John is having a good time, I think. His French is coming on and I want to get him established in a pension where he’ll have to speak French at once so that he’ll be at home in Paris when we leave him in the Spring. I think he’s feeling just a little lost at present with so many new impressions all at once. His father is enjoying him greatly and I think they’re good for each other. Sherwood has had the flu for ten days or so and our plans were changed a good deal on that account. We may go to the south of France for a few weeks — or Sherwood may go alone — till he feels stronger.

I hope you are having a peaceful winter. And I hope, too, you’ll like our plans for both the children.

Yours sincerely,

Elizabeth Anderson

Sherwood then filled up the last page of the letter with financial calculations, from which we can conclude that Cornelia was paying all of Mimi’s expenses:

Dear Cornelia –

I feel very upset, going ahead to spend your money but with the absence of definite instructions rather have to.

We have spent on her a little over $400 so far.

School board, etc. $350

$750

about $250 to get her back home

$1000

Looks as though that was about how it would come out.

Have had to advance $150

$350

$500

Will need about $250 more

$750.00

Don’t know at all what you expected to have to put in.

This is about what E, myself. and John are spending each. It’s about as low as it can be done.

Sherwood

Leaving John and Mimi behind, Anderson and his wife sailed about March 3 for the return to America, apparently aboard the Hamburg-Amerika Line’s Cleveland, and reached New York on March 16. When his ship docked, Anderson was greeted by the news that his brother Earl had died earlier the same day in Newport, Rhode Island; and he and his brother Karl took the body by train to Clyde, Ohio, for a funeral and burial on March 19.

Before he returned to Virginia in early April, a brief lecture tour took Anderson to Memphis, Tennessee, to Madison, Wisconsin, and to New York City. He saw Cornelia in Chicago on March 28; and two days later he wrote to Mimi in Paris, “Saw your mother on Monday and she was mightily pleased with the story I could tell her of your progress” (unpublished letter). Although Anderson apparently hadn’t seen much of Mimi in Paris, the experience did in some way spur him to seek a closer relationship with his daughter than he had earlier enjoyed.

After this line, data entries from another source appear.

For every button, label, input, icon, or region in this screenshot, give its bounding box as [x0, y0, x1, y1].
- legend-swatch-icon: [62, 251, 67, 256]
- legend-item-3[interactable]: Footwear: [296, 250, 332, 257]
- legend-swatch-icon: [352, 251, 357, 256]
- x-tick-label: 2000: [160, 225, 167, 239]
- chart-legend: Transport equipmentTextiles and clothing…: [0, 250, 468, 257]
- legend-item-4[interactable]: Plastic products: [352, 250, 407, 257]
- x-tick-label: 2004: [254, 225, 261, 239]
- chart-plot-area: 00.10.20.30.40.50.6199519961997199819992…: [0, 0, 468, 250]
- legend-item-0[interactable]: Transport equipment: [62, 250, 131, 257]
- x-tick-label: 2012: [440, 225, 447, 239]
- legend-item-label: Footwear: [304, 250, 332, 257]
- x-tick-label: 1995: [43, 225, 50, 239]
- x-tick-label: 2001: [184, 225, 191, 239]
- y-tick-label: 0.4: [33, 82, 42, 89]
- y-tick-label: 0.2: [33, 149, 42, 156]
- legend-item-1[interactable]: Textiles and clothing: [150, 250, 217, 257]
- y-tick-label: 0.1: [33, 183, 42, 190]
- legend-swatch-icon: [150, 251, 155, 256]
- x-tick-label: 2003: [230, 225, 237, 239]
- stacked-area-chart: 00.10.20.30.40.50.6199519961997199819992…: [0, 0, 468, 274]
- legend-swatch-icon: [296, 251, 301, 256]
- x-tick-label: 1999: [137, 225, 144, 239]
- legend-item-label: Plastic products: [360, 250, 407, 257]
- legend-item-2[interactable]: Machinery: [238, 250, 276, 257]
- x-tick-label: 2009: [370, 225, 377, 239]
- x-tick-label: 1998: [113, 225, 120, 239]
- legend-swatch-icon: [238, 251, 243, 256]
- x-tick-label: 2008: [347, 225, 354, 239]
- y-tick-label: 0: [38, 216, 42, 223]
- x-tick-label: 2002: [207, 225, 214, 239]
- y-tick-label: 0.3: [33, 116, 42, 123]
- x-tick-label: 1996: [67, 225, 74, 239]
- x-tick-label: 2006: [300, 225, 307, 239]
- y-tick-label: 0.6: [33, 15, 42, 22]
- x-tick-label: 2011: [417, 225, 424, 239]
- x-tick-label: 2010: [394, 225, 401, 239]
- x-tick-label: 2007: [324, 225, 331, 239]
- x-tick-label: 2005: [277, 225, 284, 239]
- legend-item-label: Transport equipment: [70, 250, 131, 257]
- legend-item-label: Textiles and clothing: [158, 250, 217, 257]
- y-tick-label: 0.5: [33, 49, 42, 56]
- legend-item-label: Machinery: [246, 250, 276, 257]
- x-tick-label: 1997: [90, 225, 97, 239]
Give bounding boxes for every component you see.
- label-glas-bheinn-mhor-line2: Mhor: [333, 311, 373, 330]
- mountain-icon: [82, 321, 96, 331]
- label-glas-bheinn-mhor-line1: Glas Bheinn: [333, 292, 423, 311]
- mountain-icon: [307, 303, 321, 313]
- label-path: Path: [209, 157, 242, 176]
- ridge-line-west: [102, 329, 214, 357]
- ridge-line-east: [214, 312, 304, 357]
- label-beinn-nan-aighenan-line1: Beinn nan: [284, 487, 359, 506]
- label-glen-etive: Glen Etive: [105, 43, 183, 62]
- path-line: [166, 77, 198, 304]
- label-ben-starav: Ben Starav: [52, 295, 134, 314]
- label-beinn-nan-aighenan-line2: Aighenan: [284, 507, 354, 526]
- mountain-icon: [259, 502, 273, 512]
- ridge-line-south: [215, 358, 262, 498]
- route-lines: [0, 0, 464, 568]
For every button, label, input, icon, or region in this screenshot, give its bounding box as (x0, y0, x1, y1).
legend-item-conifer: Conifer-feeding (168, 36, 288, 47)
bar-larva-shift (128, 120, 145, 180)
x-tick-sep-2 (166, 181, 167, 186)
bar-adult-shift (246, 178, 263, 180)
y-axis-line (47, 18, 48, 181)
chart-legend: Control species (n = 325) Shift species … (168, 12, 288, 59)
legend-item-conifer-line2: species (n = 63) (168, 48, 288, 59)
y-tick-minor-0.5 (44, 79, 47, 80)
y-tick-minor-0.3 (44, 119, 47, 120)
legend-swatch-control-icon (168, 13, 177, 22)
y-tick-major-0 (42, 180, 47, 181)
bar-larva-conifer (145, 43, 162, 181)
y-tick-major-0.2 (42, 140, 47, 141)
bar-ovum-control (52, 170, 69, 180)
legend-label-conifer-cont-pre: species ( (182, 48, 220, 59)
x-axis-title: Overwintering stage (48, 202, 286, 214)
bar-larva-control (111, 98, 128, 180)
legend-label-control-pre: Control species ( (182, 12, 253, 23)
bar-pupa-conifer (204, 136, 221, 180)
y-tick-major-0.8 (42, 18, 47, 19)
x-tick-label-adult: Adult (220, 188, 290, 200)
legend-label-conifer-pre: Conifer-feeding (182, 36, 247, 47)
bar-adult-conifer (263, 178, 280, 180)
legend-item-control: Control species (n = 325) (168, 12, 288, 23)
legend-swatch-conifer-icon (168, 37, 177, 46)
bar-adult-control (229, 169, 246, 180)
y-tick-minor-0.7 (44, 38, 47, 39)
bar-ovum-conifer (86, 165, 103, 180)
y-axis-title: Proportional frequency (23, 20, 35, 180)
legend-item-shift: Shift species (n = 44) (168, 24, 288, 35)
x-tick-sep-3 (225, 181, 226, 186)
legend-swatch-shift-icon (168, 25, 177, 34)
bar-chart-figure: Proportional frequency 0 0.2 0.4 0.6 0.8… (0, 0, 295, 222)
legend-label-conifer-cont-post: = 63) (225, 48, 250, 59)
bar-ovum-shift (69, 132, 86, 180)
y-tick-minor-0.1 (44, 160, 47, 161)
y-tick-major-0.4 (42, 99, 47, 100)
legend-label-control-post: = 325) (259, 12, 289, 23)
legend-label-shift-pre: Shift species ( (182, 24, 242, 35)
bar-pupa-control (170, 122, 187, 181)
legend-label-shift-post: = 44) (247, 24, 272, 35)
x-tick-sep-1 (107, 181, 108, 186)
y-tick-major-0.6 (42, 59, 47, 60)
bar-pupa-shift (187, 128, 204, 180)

Mimi remained at school in Paris until June 1927. Whereas Anderson had not been in the habit of writing to her earlier in her life, he now began to write to her regularly, sending to her in Paris at least eleven letters between March and June, expressing his love for her, his pride in her accomplishments in the past months, his desire to see more of her, and his concern for her future. On June 15, for example, he wrote, “I am delighted that you have been able to get so much out of it all. You are all right — bless you. It certainly is grand for a dad to see a daughter take hold the way you have. …You have certainly won us” (unpublished letter).

In the years just ahead, furthermore, Anderson would continue to assist Mimi, to see her when he could in Chicago or Virginia, and to write to her frequently. Between 1929 and 1933, he wrote her some sixty letters as she progressed in her own life through attendance at the University of Chicago (1929-1932), marriage to Russell Spear (April 1932), the birth of her first child Karlyn (March 1933), and the apparently severe difficulties she experienced while attempting to establish a marriage and a family during these depression years. The really important consequence of Mimi’s being included in the trip to Europe was, therefore, the much closer relationship that Anderson enjoyed with his daughter for at least several years afterward.

Works Cited

Anderson, Sherwood. Selected Letters, ed. Charles E. Modlin. Knoxville: University of Tennessee Press, 1984.
_________________. Unpublished letter to Marion Anderson, March 30, 1927.
__________________. Unpublished letter to Marion Anderson, June 15, 1927.
__________________ and Gertrude Stein. Correspondence and Personal Essays, ed. Ray Lewis White. Chapel Hill: University of North Carolina Press, 1972.
Anderson, Elizabeth Prall. Unpublished letter to Cornelia Anderson, January 4, 1927.
Schevill, James. Sherwood Anderson: His Life and Work. Denver: University of Denver Press, 1951.
Townsend, Kim. Sherwood Anderson. Boston: Houghton Mifflin, 1987.